The rush is not the relationship
A new match, a flirty text, a first kiss, the “maybe she likes me back” buzz — that stuff can feel like proof you found someone special. But often, you’re just getting hit with novelty, hope, and a little dopamine. Your brain loves the uncertainty.
That matters because people confuse intensity with compatibility. A woman who is inconsistent, hard to read, or slightly unavailable can feel more exciting than someone calm, kind, and actually available. Not because she’s better. Because your nervous system is getting a workout.
Example: you go out with two women. One texts back quickly, is warm, and makes plans easily. The other replies late, keeps things vague, and gives you just enough attention to keep you thinking. The second one often feels more “important.” That doesn’t mean she is. It means she’s more activating.
If you keep chasing that feeling, you’ll keep picking the wrong kind of women for the wrong reasons.
Ask what you actually like about her
A simple question can save you a lot of time: Do I like her, or do I like how I feel around her?
If you can’t name specific things about her, you probably don’t know her well enough. “She’s different” is not a personality trait. “She makes me feel chosen” is not chemistry. Try to get concrete.
Good signs:
- You enjoy how she thinks
- You respect how she treats other people
- You like spending time with her even when nothing exciting is happening
- You feel more like yourself, not less
Bad signs:
- You keep replaying small moments because there isn’t much else there
- You’re more excited by uncertainty than by her actual behavior
- You ignore clear mismatches because she’s “hard to get”
- You feel anxious more than you feel connected
Example: if she loves the same kind of books, has a dry sense of humor, and is easy to talk to, that’s data. If she’s hot and a little vague, and you’ve built a whole fantasy around that, that’s not a relationship — that’s a highlight reel in your head.
The goal is not to be less attracted. The goal is to be more accurate.
Notice when anxiety is being mislabeled as attraction
A lot of men call it “chemistry” when what they’re feeling is insecurity. That’s a dangerous mix, because anxiety has a loud voice and a bad memory. It makes you chase what’s unclear and undervalue what’s healthy.
If you notice yourself doing any of these, pause:
- Checking your phone every five minutes
- Feeling a rush when she finally replies
- Getting obsessed after mixed signals
- Thinking about her constantly but barely knowing her
That doesn’t always mean something is wrong. Sometimes early attraction is just early attraction. But if the tendency is always the same — especially if you feel calm with women who are open and bored with women who are steady — you may be addicted to emotional uncertainty.
Example: a woman who gives you a clear, warm yes may not trigger the same chase response as one who keeps you guessing. That doesn’t mean the clear one is boring. It means your system isn’t feeding on suspense.
You have to learn the difference between “I’m drawn to her” and “I’m activated by the fear of losing her before I even have her.”
Look at behavior, not the fantasy
When you’re chasing a feeling, your imagination does most of the work. You fill in blanks with hope. You tell yourself the potential is the point. It isn’t.
Real dating runs on behavior:
- Does she make time for you?
- Does she follow through?
- Is she consistent?
- Does she show curiosity about your life?
- Do you feel relaxed around her over time?
A woman can be attractive, funny, and impressive — and still not be a good fit if her actions are vague or unstable. Likewise, a woman can seem quiet at first but become deeply attractive once you experience trust, consistency, and mutual effort.
Example: she says she wants to see you, but keeps rescheduling. Another woman may be less flashy, but she confirms plans, shows up, and engages with you. The second woman is usually the better bet. Not because she’s “better on paper,” but because she’s actually participating.
This is where a lot of men get lost. They keep giving points for potential and almost none for consistency. That’s backward. Potential is cheap. Behavior is expensive.
Stop making one person your emotional event
If your week gets meaning from one woman’s texts, you’re already in trouble. When she becomes the main source of excitement, relief, and self-worth, every interaction feels loaded. That pressure makes you act weird, even if you’re normally a solid guy.
The fix is not to “play it cool” like a robot. The fix is to build a life that doesn’t wobble every time someone takes a while to reply.
That means:
- Keep your routine
- See friends
- Train, work, create, or build something
- Date multiple people when appropriate and ethical
- Don’t turn one match into your whole emotional economy
Example: if you’ve got a full week — gym, work, friends, hobbies, plans — one text from a woman is a nice addition, not a life raft. That keeps you grounded. Grounded men make better dating decisions because they’re not trying to extract identity from a stranger with good cheekbones.
And yes, this matters even if you really like her. Especially then.
Choose the person who is actually there
The mature move in dating is not to feel less. It’s to stop letting your feelings overrule the evidence.
Wanting a spark is normal. Wanting attraction is normal. Wanting to feel wanted is normal. But when the feeling becomes the whole story, you start building relationships around adrenaline instead of compatibility.
The woman who is right for you may not always be the one who makes you the most anxious. She’ll usually be the one who makes you feel clear.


> PROMPT: Your answer must be every line of the data that holds the string "green".

> SUPPLIED DATA:
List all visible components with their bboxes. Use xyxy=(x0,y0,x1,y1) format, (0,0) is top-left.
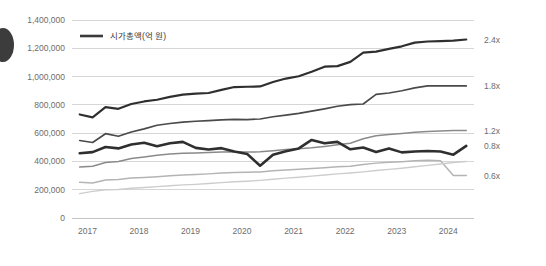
series-end-label: 2.4x xyxy=(484,35,501,45)
x-axis-tick-label: 2017 xyxy=(78,226,97,236)
x-axis-tick-label: 2020 xyxy=(233,226,252,236)
y-axis-tick-label: 200,000 xyxy=(34,185,65,195)
y-axis-tick-label: 800,000 xyxy=(34,100,65,110)
series-end-label: 0.6x xyxy=(484,171,501,181)
x-axis-tick-label: 2018 xyxy=(130,226,149,236)
y-axis-tick-labels: 0200,000400,000600,000800,0001,000,0001,… xyxy=(27,15,65,223)
x-axis-tick-label: 2022 xyxy=(336,226,355,236)
data-series-line xyxy=(80,86,467,143)
y-axis-tick-label: 600,000 xyxy=(34,128,65,138)
x-axis-tick-label: 2024 xyxy=(439,226,458,236)
y-axis-tick-label: 1,000,000 xyxy=(27,72,65,82)
y-axis-tick-label: 400,000 xyxy=(34,156,65,166)
y-axis-tick-label: 0 xyxy=(60,213,65,223)
y-axis-tick-label: 1,200,000 xyxy=(27,43,65,53)
x-axis-tick-labels: 20172018201920202021202220232024 xyxy=(78,226,458,236)
data-series-group xyxy=(80,40,467,194)
data-series-line xyxy=(80,40,467,118)
series-end-labels: 2.4x1.8x1.2x0.8x0.6x xyxy=(484,35,501,181)
x-axis-tick-label: 2019 xyxy=(181,226,200,236)
series-end-label: 0.8x xyxy=(484,141,501,151)
series-end-label: 1.8x xyxy=(484,81,501,91)
chart-container: 0200,000400,000600,000800,0001,000,0001,… xyxy=(0,0,546,266)
x-axis-tick-label: 2021 xyxy=(284,226,303,236)
x-axis-tick-label: 2023 xyxy=(387,226,406,236)
legend-label: 시가총액(억 원) xyxy=(110,31,166,41)
y-axis-tick-label: 1,400,000 xyxy=(27,15,65,25)
legend-group: 시가총액(억 원) xyxy=(80,31,166,41)
line-chart-svg: 0200,000400,000600,000800,0001,000,0001,… xyxy=(0,0,546,266)
series-end-label: 1.2x xyxy=(484,126,501,136)
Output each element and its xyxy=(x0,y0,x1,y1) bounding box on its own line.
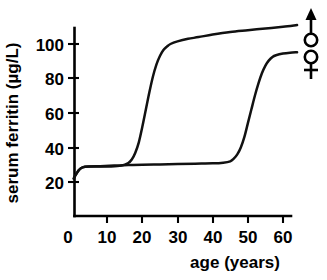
x-tick-label-20: 20 xyxy=(133,228,152,247)
y-tick-label-20: 20 xyxy=(45,174,64,193)
x-tick-label-50: 50 xyxy=(239,228,258,247)
x-axis-title: age (years) xyxy=(190,253,280,272)
legend-marker-male xyxy=(305,8,317,46)
chart-canvas: 100 80 60 40 20 0 10 20 30 40 50 60 age … xyxy=(0,0,327,280)
x-tick-label-40: 40 xyxy=(204,228,223,247)
legend-marker-female xyxy=(304,51,318,79)
y-tick-label-40: 40 xyxy=(45,140,64,159)
y-tick-label-80: 80 xyxy=(45,70,64,89)
series-line-male xyxy=(74,25,297,179)
y-axis-title: serum ferritin (µg/L) xyxy=(3,43,22,204)
x-tick-label-60: 60 xyxy=(274,228,293,247)
x-tick-label-10: 10 xyxy=(98,228,117,247)
x-tick-label-30: 30 xyxy=(169,228,188,247)
y-tick-label-60: 60 xyxy=(45,105,64,124)
series-line-female xyxy=(74,52,297,178)
serum-ferritin-chart: 100 80 60 40 20 0 10 20 30 40 50 60 age … xyxy=(0,0,327,280)
y-tick-label-100: 100 xyxy=(36,36,64,55)
x-tick-label-0: 0 xyxy=(63,228,72,247)
mars-arrowhead xyxy=(306,8,317,20)
mars-circle xyxy=(305,34,317,46)
venus-circle xyxy=(305,51,317,63)
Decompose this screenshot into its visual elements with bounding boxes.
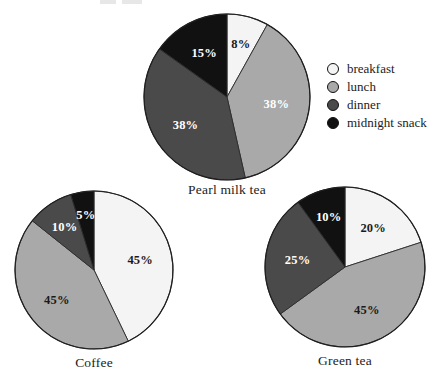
slice-label-lunch: 45% [44, 293, 70, 307]
pie-chart-green-tea: 20%45%25%10%Green tea [263, 185, 427, 375]
legend-swatch-dinner [327, 99, 339, 111]
slice-label-breakfast: 8% [231, 37, 250, 51]
slice-label-lunch: 38% [263, 97, 289, 111]
legend-swatch-breakfast [327, 63, 339, 75]
slice-label-lunch: 45% [354, 303, 380, 317]
pie-svg: 20%45%25%10% [263, 185, 427, 349]
legend-label-midnight-snack: midnight snack [347, 116, 427, 129]
legend-item-breakfast: breakfast [327, 60, 445, 77]
slice-label-dinner: 10% [52, 220, 78, 234]
legend-label-breakfast: breakfast [347, 62, 395, 75]
cropped-text-artifact [100, 0, 142, 4]
legend-item-midnight-snack: midnight snack [327, 114, 445, 131]
pie-chart-coffee: 45%45%10%5%Coffee [13, 189, 175, 377]
slice-label-midnight-snack: 5% [76, 208, 95, 222]
slice-label-dinner: 25% [285, 253, 311, 267]
pie-caption-coffee: Coffee [13, 355, 175, 371]
slice-label-breakfast: 20% [360, 221, 386, 235]
legend-swatch-lunch [327, 81, 339, 93]
slice-label-midnight-snack: 15% [191, 46, 217, 60]
legend-item-lunch: lunch [327, 78, 445, 95]
legend: breakfast lunch dinner midnight snack [327, 60, 445, 132]
slice-label-midnight-snack: 10% [316, 210, 342, 224]
legend-item-dinner: dinner [327, 96, 445, 113]
legend-label-dinner: dinner [347, 98, 380, 111]
legend-label-lunch: lunch [347, 80, 376, 93]
legend-swatch-midnight-snack [327, 117, 339, 129]
slice-label-dinner: 38% [173, 118, 199, 132]
pie-chart-figure: 8%38%38%15%Pearl milk tea 45%45%10%5%Cof… [0, 0, 445, 383]
pie-chart-pearl-milk-tea: 8%38%38%15%Pearl milk tea [142, 12, 312, 208]
slice-label-breakfast: 45% [127, 253, 153, 267]
pie-svg: 45%45%10%5% [13, 189, 175, 351]
pie-svg: 8%38%38%15% [142, 12, 312, 182]
pie-caption-green-tea: Green tea [263, 353, 427, 369]
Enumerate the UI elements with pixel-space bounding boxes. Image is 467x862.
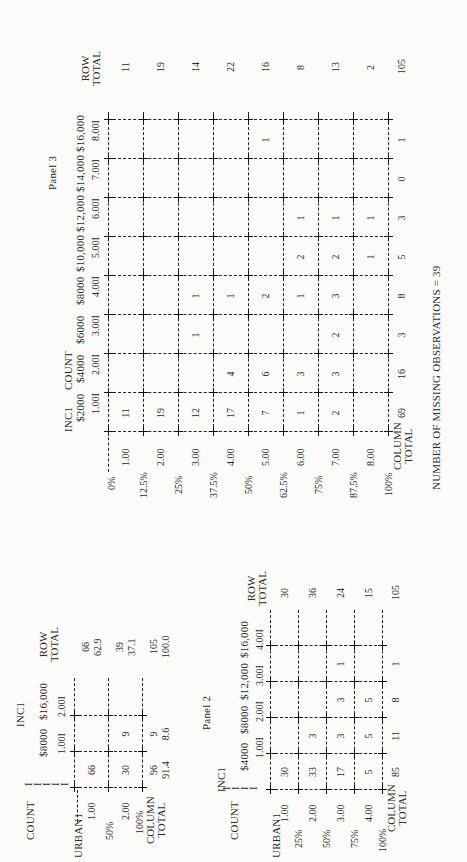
grid-intersection — [104, 116, 113, 125]
row-code: 1.00 — [279, 805, 290, 823]
grid-intersection — [244, 194, 253, 203]
row-code: 7.00 — [330, 449, 341, 467]
column-total-label: COLUMN TOTAL — [392, 422, 414, 470]
column-total: 1 — [396, 125, 407, 155]
table-cell: 3 — [330, 281, 341, 311]
row-variable-label: URBAN1 — [72, 813, 84, 858]
grid-intersection — [384, 194, 393, 203]
grid-intersection — [279, 116, 288, 125]
col-header-code: 3.00I — [90, 315, 101, 336]
table-cell: 17 — [335, 757, 346, 787]
table-cell: 30 — [120, 755, 131, 785]
grid-intersection — [279, 272, 288, 281]
grid-intersection — [384, 389, 393, 398]
row-code: 8.00 — [365, 449, 376, 467]
grid-intersection — [384, 155, 393, 164]
grand-total: 105 — [390, 585, 401, 600]
table-cell: 2 — [330, 398, 341, 428]
col-header-value: $16,000 — [74, 115, 86, 152]
count-axis-ticks: IIII — [222, 787, 258, 790]
table-cell: 2 — [295, 242, 306, 272]
grid-intersection — [104, 389, 113, 398]
table-cell: 1 — [365, 203, 376, 233]
col-header-value: $12,000 — [74, 195, 86, 232]
col-header-code: 1.00I — [254, 737, 265, 758]
grid-intersection — [384, 272, 393, 281]
column-total: 0 — [396, 164, 407, 194]
row-pct: 100% — [383, 473, 394, 496]
grid-intersection — [174, 350, 183, 359]
count-axis-ticks: IIIII — [24, 783, 69, 786]
row-pct: 12.5% — [138, 472, 149, 498]
row-code: 4.00 — [225, 449, 236, 467]
column-total: 3 — [396, 203, 407, 233]
grid-intersection — [244, 350, 253, 359]
row-code: 5.00 — [260, 449, 271, 467]
col-header-code: 2.00I — [56, 696, 67, 717]
row-total: 11 — [120, 62, 131, 72]
table-cell: 66 — [86, 755, 97, 785]
row-var-leader — [108, 432, 109, 472]
row-total: 39 — [114, 642, 125, 652]
row-total: 14 — [190, 62, 201, 72]
grid-intersection — [244, 233, 253, 242]
row-total: 13 — [330, 62, 341, 72]
column-total-pct: 8.6 — [160, 719, 171, 749]
grid-intersection — [139, 116, 148, 125]
grid-intersection — [384, 350, 393, 359]
row-code: 2.00 — [307, 805, 318, 823]
table-cell: 6 — [260, 359, 271, 389]
grid-intersection — [209, 194, 218, 203]
table-cell: 1 — [190, 320, 201, 350]
grid-intersection — [209, 116, 218, 125]
table-cell: 3 — [335, 685, 346, 715]
grid-intersection — [139, 389, 148, 398]
col-header-code: 2.00I — [90, 354, 101, 375]
col-header-value: $8000 — [238, 706, 250, 735]
column-total: 11 — [390, 721, 401, 751]
row-total: 8 — [295, 65, 306, 70]
grid-intersection — [209, 311, 218, 320]
column-total: 5 — [396, 242, 407, 272]
grid-intersection — [244, 428, 253, 437]
grid-intersection — [209, 233, 218, 242]
grid-line — [298, 610, 299, 790]
grand-total-pct: 100.0 — [160, 636, 171, 659]
grid-intersection — [104, 272, 113, 281]
panel-3-caption: Panel 3 — [46, 156, 58, 190]
grid-intersection — [279, 428, 288, 437]
col-header-code: 3.00I — [254, 665, 265, 686]
column-total: 85 — [390, 757, 401, 787]
row-total: 2 — [365, 65, 376, 70]
table-cell: 3 — [335, 721, 346, 751]
grid-intersection — [174, 194, 183, 203]
col-header-value: $4000 — [74, 355, 86, 384]
grid-intersection — [314, 311, 323, 320]
col-header-code: 6.00I — [90, 198, 101, 219]
row-pct: 50% — [243, 476, 254, 494]
grand-total: 105 — [396, 59, 407, 74]
grid-intersection — [349, 272, 358, 281]
grid-intersection — [279, 233, 288, 242]
panel-2-count-label: COUNT — [228, 801, 240, 840]
grid-intersection — [244, 311, 253, 320]
col-header-value: $4000 — [238, 743, 250, 772]
col-header-value: $6000 — [74, 316, 86, 345]
table-cell: 19 — [155, 398, 166, 428]
grid-line — [382, 610, 383, 790]
row-total-pct: 62.9 — [92, 639, 103, 657]
missing-observations-note: NUMBER OF MISSING OBSERVATIONS = 39 — [430, 265, 442, 490]
table-cell: 30 — [279, 757, 290, 787]
grid-intersection — [174, 233, 183, 242]
row-total: 16 — [260, 62, 271, 72]
grid-intersection — [209, 428, 218, 437]
panel-3-title: INC1 — [62, 407, 74, 432]
top-pct: 0% — [106, 477, 117, 490]
table-cell: 11 — [120, 398, 131, 428]
row-code: 3.00 — [190, 449, 201, 467]
grid-intersection — [314, 155, 323, 164]
grid-intersection — [314, 116, 323, 125]
column-total: 1 — [390, 649, 401, 679]
column-total: 69 — [396, 398, 407, 428]
row-pct: 25% — [173, 476, 184, 494]
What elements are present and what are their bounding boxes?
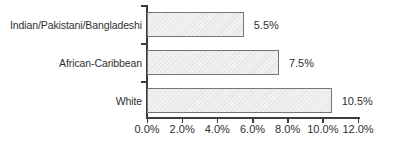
- x-tick-label: 6.0%: [240, 123, 265, 135]
- value-label: 7.5%: [289, 57, 314, 69]
- x-tick-label: 4.0%: [205, 123, 230, 135]
- bar: [147, 12, 244, 37]
- bar: [147, 88, 332, 113]
- x-tick-label: 2.0%: [170, 123, 195, 135]
- x-tick-label: 8.0%: [275, 123, 300, 135]
- x-tick-label: 12.0%: [342, 123, 373, 135]
- value-label: 5.5%: [254, 19, 279, 31]
- y-tick: [141, 81, 147, 83]
- category-label: White: [0, 95, 142, 107]
- x-tick-label: 10.0%: [307, 123, 338, 135]
- bar-chart: Indian/Pakistani/Bangladeshi 5.5% Africa…: [0, 0, 398, 143]
- y-tick: [141, 5, 147, 7]
- bar: [147, 50, 279, 75]
- category-label: African-Caribbean: [0, 57, 142, 69]
- value-label: 10.5%: [342, 95, 373, 107]
- category-label: Indian/Pakistani/Bangladeshi: [0, 19, 142, 31]
- y-tick: [141, 43, 147, 45]
- x-tick-label: 0.0%: [134, 123, 159, 135]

> SOLUTION BELOW:
pie-chart-green-tea: 20%45%25%10%Green tea [263, 185, 427, 375]
pie-caption-green-tea: Green tea [263, 353, 427, 369]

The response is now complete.